Probabilistic wind power forecasting approaches have significantly
advanced in recent decades. However, forecasters often assume data
completeness and overlook the challenge of missing values resulting from
sensor failures, network congestion, etc. Traditionally, this issue is
addressed during the data preprocessing procedure using methods such as
deletion and imputation. Nevertheless, these ad-hoc methods pose
challenges to probabilistic wind power forecasting at both parameter
estimation and operational forecasting stages. In this paper, we propose
a resilient probabilistic forecasting approach that smoothly adapts to
missingness patterns without requiring preprocessing or retraining.
Specifically, we design an adaptive quantile regression model with
parameters capable of adapting to missing patterns, comprising two
modules. The first is a feature extraction module where weights are kept
static and biases are designed as a function of missingness patterns.
The second is a non-crossing quantile neural network module, ensuring
monotonicity of quantiles, with higher quantiles derived by adding
non-negative amounts to lower quantiles. The proposed approach is
applicable to both missing-at-random and missing-not-at-random cases.
Case studies demonstrate that our proposed approach achieves
state-of-the-art results in terms of the continuous ranked probability
score, with acceptable computational cost.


Copy all lines below containing "Customers".

## EXTRACTED DATA

══════════════════════════════

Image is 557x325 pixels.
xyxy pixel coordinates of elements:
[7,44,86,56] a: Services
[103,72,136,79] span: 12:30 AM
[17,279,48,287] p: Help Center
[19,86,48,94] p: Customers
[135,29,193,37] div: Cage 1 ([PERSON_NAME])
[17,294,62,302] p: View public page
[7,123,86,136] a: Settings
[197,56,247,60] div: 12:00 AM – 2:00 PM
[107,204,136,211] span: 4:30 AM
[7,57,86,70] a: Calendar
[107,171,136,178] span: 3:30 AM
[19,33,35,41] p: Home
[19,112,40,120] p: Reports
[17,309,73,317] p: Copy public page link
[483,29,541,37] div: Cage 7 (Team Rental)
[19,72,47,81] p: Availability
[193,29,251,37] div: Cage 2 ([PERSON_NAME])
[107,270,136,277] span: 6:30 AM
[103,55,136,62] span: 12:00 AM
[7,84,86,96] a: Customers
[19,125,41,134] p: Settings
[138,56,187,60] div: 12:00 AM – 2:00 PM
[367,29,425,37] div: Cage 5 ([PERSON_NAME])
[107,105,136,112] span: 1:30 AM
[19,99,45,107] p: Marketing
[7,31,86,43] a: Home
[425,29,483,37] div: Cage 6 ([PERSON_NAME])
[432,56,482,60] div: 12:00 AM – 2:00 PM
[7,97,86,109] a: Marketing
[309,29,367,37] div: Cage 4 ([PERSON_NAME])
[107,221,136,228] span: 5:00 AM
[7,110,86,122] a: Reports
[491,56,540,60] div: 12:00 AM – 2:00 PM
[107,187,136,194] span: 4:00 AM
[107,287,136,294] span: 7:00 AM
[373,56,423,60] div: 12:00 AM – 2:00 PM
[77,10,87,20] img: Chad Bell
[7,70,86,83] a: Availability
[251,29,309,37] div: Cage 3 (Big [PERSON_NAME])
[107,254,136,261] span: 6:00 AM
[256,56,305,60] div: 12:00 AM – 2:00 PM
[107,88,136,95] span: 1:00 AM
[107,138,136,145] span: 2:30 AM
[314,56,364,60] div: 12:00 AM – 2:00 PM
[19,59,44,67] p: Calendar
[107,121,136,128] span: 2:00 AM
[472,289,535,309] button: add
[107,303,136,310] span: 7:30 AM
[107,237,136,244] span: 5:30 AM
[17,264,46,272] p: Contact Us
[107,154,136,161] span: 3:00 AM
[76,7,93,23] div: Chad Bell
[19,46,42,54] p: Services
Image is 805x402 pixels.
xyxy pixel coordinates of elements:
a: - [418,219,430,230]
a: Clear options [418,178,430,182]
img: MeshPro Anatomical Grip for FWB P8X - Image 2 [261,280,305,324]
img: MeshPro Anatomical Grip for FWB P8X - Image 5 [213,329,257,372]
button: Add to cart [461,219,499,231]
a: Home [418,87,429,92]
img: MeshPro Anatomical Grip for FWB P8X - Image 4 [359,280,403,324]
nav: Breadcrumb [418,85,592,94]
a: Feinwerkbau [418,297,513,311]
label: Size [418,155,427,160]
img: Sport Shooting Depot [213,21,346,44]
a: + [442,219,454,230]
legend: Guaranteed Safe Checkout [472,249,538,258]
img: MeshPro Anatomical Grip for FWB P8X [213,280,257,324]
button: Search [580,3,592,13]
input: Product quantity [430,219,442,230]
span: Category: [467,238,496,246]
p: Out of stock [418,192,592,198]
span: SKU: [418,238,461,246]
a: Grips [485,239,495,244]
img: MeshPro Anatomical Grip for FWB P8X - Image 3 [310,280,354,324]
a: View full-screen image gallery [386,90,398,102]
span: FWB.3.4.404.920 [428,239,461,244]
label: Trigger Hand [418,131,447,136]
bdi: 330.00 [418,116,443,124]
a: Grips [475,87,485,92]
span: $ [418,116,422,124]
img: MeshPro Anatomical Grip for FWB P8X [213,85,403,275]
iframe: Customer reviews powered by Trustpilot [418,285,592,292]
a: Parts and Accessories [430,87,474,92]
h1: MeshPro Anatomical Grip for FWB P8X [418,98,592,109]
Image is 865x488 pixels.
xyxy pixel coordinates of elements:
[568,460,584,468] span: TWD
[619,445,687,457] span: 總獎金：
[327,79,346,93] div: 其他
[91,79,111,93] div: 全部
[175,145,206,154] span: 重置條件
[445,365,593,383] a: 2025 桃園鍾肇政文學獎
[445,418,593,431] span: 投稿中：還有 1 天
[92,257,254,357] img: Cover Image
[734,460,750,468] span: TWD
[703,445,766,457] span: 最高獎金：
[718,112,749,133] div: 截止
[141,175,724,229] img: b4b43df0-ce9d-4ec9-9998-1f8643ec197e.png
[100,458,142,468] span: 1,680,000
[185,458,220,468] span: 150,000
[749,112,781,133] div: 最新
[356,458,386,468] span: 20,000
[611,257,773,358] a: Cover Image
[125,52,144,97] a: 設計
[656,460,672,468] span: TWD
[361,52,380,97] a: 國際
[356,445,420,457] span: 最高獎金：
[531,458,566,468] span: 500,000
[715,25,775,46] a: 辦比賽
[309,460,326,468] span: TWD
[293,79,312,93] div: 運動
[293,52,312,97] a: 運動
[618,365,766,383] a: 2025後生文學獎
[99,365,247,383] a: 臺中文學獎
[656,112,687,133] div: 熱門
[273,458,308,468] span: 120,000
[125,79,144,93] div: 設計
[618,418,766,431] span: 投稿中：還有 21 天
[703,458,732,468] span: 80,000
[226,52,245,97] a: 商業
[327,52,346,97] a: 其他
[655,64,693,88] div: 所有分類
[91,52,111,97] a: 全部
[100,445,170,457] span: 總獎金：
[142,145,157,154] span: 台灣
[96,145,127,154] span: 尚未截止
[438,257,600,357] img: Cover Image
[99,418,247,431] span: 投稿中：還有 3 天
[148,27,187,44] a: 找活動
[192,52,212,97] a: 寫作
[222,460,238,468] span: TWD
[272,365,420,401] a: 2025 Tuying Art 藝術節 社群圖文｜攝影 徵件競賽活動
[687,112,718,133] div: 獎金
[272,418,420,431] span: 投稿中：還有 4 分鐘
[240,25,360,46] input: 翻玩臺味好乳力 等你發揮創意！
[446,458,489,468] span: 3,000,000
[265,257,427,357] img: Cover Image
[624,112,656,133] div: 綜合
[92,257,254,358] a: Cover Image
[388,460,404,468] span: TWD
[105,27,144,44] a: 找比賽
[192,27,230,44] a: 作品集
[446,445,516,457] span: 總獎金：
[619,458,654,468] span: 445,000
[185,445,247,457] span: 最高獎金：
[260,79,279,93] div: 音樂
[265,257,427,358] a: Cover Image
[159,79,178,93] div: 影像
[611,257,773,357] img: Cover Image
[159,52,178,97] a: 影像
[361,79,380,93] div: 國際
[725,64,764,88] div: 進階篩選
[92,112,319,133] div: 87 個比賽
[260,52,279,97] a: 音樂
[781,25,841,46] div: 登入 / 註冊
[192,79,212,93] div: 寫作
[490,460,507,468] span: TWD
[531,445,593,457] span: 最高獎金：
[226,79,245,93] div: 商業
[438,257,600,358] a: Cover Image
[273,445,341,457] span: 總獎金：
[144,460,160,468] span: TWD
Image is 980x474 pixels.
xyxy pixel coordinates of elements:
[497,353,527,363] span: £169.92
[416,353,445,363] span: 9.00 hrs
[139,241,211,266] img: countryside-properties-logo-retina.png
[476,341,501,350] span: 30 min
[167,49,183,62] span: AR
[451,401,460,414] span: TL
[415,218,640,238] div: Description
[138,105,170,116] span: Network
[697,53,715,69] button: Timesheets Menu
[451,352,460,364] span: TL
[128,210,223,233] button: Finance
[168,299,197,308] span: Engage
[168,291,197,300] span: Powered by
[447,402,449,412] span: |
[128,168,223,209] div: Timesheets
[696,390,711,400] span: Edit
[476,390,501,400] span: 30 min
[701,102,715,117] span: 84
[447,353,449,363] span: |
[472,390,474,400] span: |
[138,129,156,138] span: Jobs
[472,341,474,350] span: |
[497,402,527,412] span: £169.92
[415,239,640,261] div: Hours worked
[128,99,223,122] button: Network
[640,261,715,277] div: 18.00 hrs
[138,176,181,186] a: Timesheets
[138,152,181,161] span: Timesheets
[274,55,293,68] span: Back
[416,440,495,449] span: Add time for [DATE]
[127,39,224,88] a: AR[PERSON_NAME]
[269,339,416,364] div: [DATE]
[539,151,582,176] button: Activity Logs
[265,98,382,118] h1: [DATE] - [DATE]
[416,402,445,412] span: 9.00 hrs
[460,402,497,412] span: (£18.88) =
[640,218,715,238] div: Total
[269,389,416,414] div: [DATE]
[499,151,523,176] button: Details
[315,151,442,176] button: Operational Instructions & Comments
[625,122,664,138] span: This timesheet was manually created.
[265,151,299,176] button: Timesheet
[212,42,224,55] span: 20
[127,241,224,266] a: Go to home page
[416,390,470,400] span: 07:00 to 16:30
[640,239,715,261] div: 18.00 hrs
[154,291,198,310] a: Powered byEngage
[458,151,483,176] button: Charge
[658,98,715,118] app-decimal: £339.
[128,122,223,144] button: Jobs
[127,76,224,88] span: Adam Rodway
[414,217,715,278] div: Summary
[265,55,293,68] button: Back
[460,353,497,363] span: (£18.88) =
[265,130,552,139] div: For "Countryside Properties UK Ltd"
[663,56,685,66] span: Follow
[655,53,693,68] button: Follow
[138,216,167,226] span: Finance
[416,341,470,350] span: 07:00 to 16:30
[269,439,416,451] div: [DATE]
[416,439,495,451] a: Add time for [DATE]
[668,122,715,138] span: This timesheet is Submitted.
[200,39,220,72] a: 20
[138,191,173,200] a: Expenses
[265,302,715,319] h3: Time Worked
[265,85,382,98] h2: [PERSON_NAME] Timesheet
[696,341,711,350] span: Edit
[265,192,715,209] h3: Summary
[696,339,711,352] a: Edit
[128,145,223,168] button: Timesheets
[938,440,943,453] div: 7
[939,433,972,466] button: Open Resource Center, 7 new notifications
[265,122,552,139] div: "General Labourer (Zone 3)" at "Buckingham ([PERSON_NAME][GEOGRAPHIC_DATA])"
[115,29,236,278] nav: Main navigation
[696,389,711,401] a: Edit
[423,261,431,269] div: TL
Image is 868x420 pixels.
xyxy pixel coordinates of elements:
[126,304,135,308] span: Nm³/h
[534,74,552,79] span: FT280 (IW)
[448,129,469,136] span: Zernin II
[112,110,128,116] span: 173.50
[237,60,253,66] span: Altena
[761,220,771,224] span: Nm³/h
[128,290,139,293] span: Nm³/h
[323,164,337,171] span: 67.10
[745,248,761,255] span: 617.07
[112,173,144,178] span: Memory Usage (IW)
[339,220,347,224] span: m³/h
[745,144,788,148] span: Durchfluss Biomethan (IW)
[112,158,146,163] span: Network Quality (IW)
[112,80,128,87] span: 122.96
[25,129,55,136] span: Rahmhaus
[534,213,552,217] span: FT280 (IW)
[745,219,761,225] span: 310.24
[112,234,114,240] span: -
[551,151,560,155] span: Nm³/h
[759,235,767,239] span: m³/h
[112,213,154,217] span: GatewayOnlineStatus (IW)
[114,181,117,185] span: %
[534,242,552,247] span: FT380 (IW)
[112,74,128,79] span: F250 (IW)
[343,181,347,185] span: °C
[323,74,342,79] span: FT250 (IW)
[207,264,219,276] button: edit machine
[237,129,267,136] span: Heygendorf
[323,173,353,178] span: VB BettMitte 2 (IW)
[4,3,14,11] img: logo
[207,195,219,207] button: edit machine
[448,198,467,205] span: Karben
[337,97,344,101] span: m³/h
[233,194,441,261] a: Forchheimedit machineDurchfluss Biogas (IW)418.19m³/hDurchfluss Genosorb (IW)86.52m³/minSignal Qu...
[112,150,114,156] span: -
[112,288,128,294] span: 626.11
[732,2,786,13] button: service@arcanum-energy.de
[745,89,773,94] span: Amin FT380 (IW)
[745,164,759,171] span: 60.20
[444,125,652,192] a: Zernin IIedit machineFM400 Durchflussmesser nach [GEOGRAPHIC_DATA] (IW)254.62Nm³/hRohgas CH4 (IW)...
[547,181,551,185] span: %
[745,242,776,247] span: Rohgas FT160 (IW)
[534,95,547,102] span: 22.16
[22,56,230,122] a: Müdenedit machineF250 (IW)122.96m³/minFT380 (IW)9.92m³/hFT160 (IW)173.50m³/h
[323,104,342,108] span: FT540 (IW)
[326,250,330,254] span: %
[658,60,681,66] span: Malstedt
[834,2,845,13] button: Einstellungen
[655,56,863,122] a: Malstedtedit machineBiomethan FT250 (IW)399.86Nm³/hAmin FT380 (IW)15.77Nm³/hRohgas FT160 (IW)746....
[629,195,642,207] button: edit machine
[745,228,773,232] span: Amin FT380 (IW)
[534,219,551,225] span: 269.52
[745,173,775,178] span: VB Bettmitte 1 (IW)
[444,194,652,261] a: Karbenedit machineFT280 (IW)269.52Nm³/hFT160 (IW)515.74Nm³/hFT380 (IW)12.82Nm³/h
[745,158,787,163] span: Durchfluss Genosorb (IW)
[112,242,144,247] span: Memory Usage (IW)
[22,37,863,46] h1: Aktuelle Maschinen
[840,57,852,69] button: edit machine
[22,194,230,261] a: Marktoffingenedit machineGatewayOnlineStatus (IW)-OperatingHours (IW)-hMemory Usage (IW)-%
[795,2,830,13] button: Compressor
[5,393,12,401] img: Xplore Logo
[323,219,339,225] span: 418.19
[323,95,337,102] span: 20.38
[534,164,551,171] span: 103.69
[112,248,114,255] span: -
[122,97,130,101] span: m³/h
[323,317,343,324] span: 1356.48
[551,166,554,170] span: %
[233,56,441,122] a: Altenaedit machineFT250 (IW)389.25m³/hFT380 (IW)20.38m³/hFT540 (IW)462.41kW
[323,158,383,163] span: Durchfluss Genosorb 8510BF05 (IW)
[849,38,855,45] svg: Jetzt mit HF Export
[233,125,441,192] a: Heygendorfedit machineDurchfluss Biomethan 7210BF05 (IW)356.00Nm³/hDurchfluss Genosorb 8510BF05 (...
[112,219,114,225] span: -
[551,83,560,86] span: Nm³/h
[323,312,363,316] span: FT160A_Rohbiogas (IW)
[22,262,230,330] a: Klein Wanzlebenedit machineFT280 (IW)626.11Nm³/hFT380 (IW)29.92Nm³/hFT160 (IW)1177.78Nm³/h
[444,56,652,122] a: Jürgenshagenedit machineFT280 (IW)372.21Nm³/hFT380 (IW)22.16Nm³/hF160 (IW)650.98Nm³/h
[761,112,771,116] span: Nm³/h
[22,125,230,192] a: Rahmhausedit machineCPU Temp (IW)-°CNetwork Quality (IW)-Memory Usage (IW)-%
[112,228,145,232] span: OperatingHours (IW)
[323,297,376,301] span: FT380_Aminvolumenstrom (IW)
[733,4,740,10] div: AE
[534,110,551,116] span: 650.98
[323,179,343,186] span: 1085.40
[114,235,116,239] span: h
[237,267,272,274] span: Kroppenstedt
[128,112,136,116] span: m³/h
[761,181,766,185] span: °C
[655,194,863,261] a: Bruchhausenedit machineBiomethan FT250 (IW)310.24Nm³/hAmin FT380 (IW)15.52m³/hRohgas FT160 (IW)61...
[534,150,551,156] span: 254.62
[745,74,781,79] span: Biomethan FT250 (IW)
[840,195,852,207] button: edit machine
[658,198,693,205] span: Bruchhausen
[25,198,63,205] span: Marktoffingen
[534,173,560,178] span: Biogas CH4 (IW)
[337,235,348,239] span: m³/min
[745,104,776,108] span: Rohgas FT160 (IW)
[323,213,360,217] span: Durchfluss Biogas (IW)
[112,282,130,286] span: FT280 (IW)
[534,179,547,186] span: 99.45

══════════════════════════════

## EXPECTED ANSWER
[19,86,48,94] p: Customers
[7,84,86,96] a: Customers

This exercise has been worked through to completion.